Skip to main content
How to Develop Leaders

Why Leaders Don’t Behave According to Their Beliefs

Click here to access our Getting to Candor training

At that young age, I consider myself quite the communications expert, and I could teach you a course on listening. I could teach you more about listening than you’d ever care to learn. But when I got into a conversation with someone else, and we didn’t quite see the eye to eye on something, my ability to listen, I don’t know where it went, but it completely went out the window. And so you could see that even though I really valued it, my “espoused” theory, but my ability to behave according to it was completely lacking.

And that’s a big part of the reason why I went to Columbia, because I was trying to understand why can’t I behave in the ways of these great seminars that inspired me and these books that I read. It’s quite logical, the values are solid, and yet under pressure, I keep falling short. It was a very frustrating experience for me. And then I was in Dr. Victoria Marx’s class where it was the action science module, and your students are going to go through something similar through this video course. And then I realized that, wow, I’ve got this one theory, but I have this other theory that I behave according to. And I wasn’t aware of this other theory was the thing that was really making me behave in particular ways. And that’s what Chris called model one, and that’s what I’m calling the overprotective program. And he studied, as I understand it, some 15,000 people.

So the way we do this research, again, it’s an action science approach to research. There’s acts and research. So we look at what people actually do in real life, not some personality to us, not what they say they do, because we know from the research that self-reporting is highly unreliable, because it’s very hard to know how you’re behaving when you’re in the middle of behaving, right? Another way to say it, there’s a southern folk expression which is, it’s hard to see the label from inside the jar. The outside label from inside the jar.

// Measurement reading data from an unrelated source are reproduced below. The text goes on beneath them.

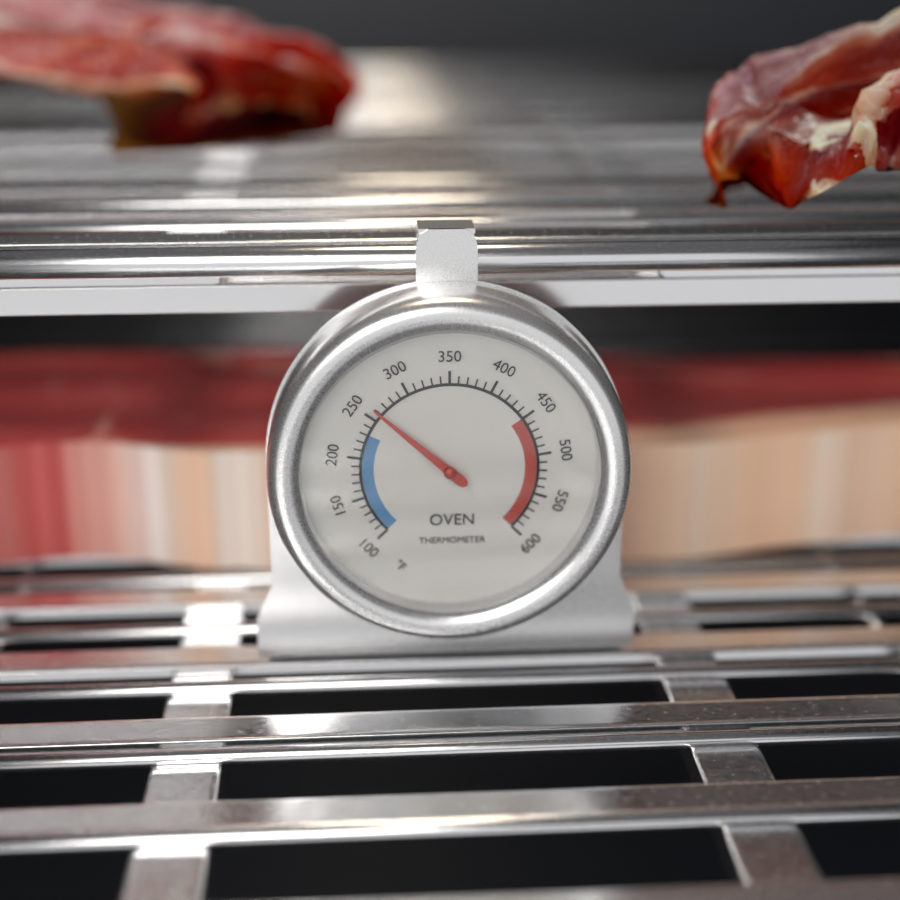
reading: 260 °F
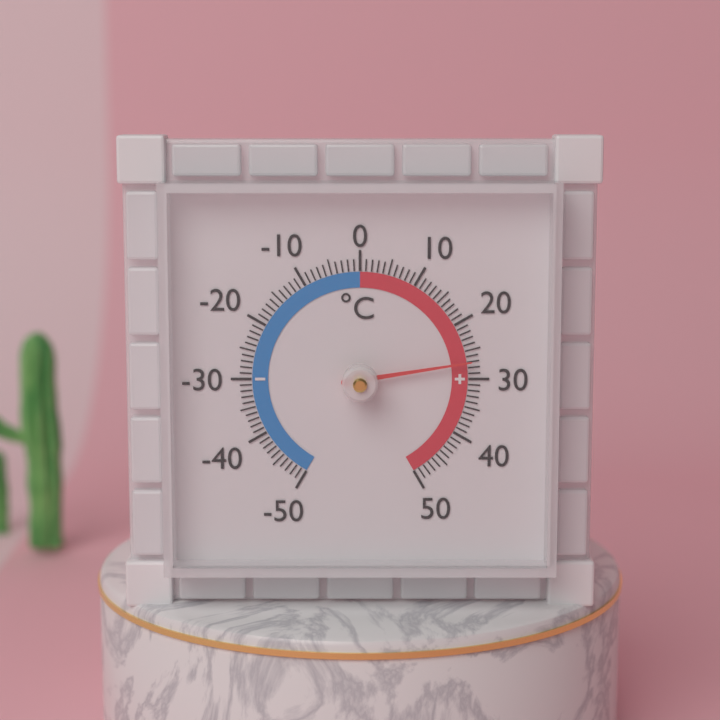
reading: 27 °C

And he noticed that this theory in use that catches us all out and covers itself up, has certain dimensions that are useful for the solving of more simple problems. But when we employ this theory in use… It’s subconscious, okay. When we employ this theory in use to solve novel problems, complex problems, problems that require other people and/or ourselves to change, it has severe liabilities. And in a nutshell, it has, I give it four dimensions, comfort, control, competition, and condemnation.

So comfort is, and probably people will resonate to this, is I may believe in being honest, right? And we got to, because it’s so important to be candid, because we can’t solve any problem that we can’t talk to each other about openly and honestly. So candor is vital. So that’s my espoused theory, right? I really believe it. Man, but I also like to keep things comfortable. I don’t want to get into some difficult conversation where there’s potential for conflict. And again, what Chris saw is, and that’s more my espoused theory, that that espoused theory will override my theory in use, I’m sorry, my theory in use around comfort will override my espoused theory around candor. And so that’s just an illustration.

Or let’s say I really believe in curiosity, right? That’s my espoused theory. I’m not sure which place of the screen to put it, but then I also have this theory in use of competition. Like I want to win and not lose. I want to be right and not wrong. So the hell with curiosity. Under real life circumstances, when I feel like something I care about is potentially going to be threatened, it could be my credibility, it could be my relationship, it could be the goals I want to accomplish, then what often will happen is this competition gene will kick in and override my good espoused theory around curiosity.

And so Chris looked at, I’m told about 15,000 documented interactions. You can call them personal case studies, which your students are going to do, where people’s attempt to talk about real issues didn’t produce the results they wanted. My colleagues and I have subsequently looked at 30,000, and in 45,000 out of 45,000 instances, at a minimum, in terms of a data sample, the theory in use was this thing that Chris calls model one. It blocked people from according to their better theories of action, which were both more effective and consistent with their real values. And made them blind to it, and also made them highly ineffective in these important leadership interactions.

And again, 45,000. 45,000 instances across companies, cultures, and countries every single time. So it’s one of the most important discoveries in the field of organizational behavior since the 1950s, and it’s one of the most highly researched ones. But of course, because it was so challenging to the status quo in the field, people promptly forgot about it and took Chris’s work and said, “Let’s just talk about the ladder of inference.” But this discovery around this universal subconscious theory in use called model one is a huge discovery by Chris, because it blocks people from behaving according to valuable things they’ve learned, and according to their higher values and principles, and makes people blind to that fact.